Comment by AngryData

20 hours ago

I would postulate that people learning how to more safely handle and dose fentanyl would be the biggest reason for ODs to drop.

How would you explain the increase in hospitalisation, Emergency Services deployments, and fentanyl drug purity in Q1 2025 then?

Sudden unlearning of aquired knowledge seems unlikely.

See: Figure 1 graph set page 4 - https://www.science.org/action/downloadSupplement?doi=10.112...

  • Changes in purity, especially when unknown to users, is going to affect hospitalizations and such no doubt, but the people using it also adapt to the purity of a drug over a longer timespan.

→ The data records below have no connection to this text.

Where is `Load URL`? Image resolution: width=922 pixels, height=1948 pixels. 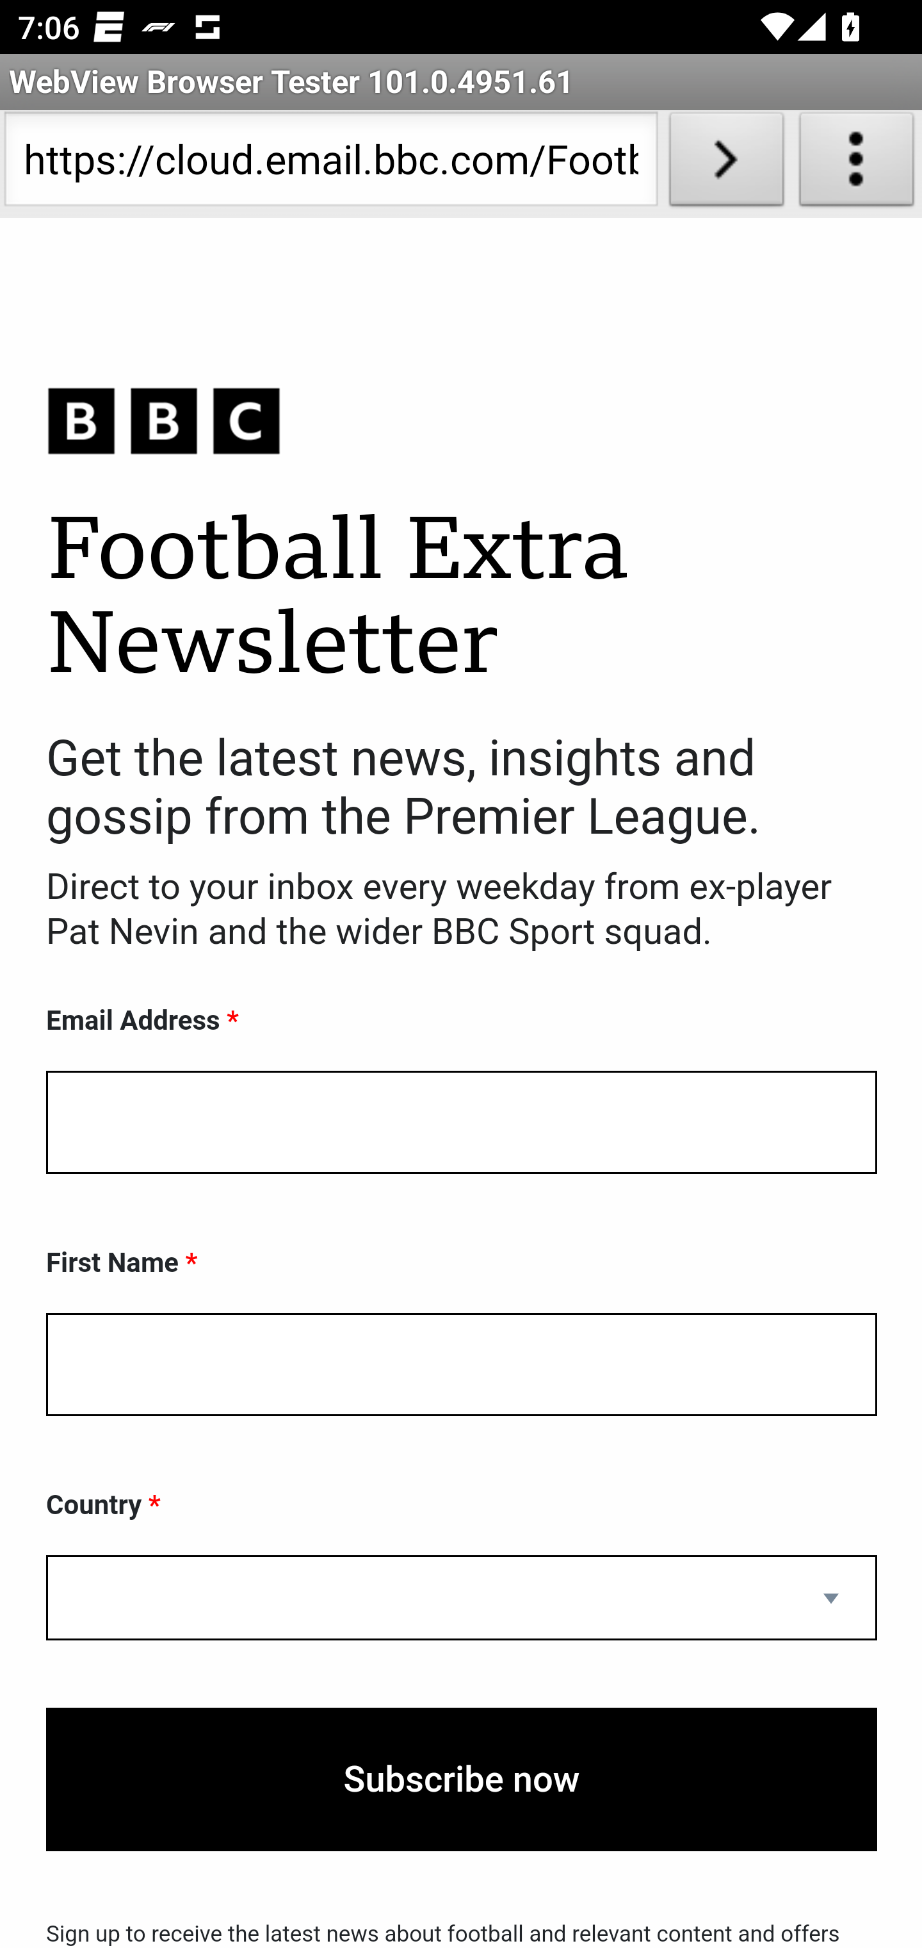 Load URL is located at coordinates (727, 164). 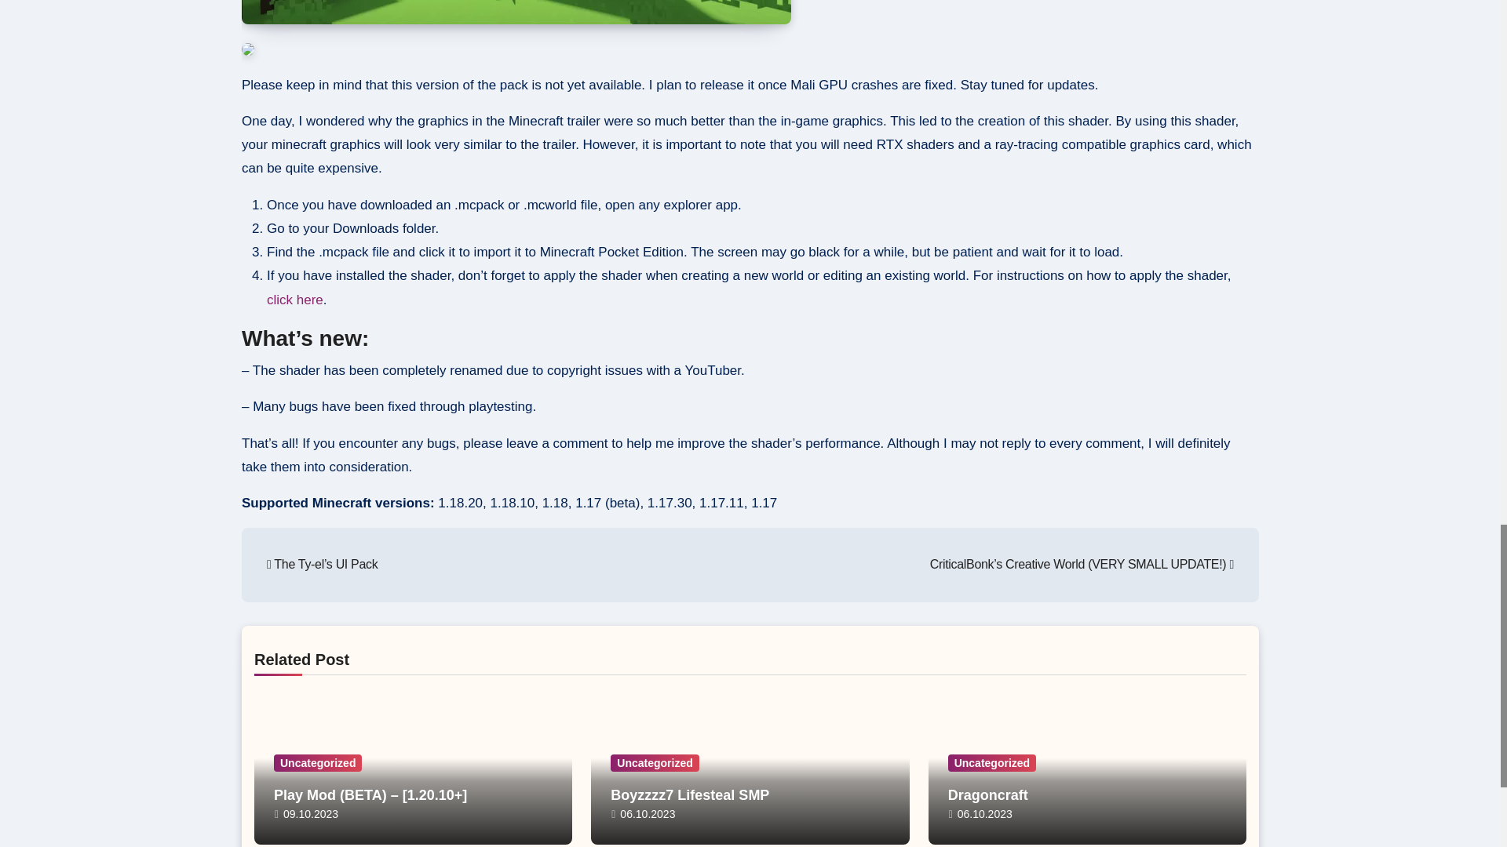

    Even if people wanted to its not like they can all just bring a sample of their old heroin and a sample of their stronger high fentanyl laced heroin and test their purity and calculate dosages. Which is part of the problem of the war on drugs, many methods of harm mitigation and recovery are barred from users and 90% of their drug information is based on hearsay or personal experience.

    • > part of the problem of the war on drugs, many methods of harm mitigation and recovery are barred from users

      That is a problem for the US, sure. Australia, where I live, has supervised shooting galleries and more of an addiction as health issue approach.

      That said, if you had a chance to look at the US graphs linked above - there was a plateau period of high deaths in the US of some three and half years showing no much evidence of users learning to "safely handle and dose fentanyl" followed by a sharp decrease in deaths that corresponds more with a change in policy than an increase in user knowledge.

      I would suggest this may be a somewhat more complex and multivariate issue than your initial upthread postulate acknowledges.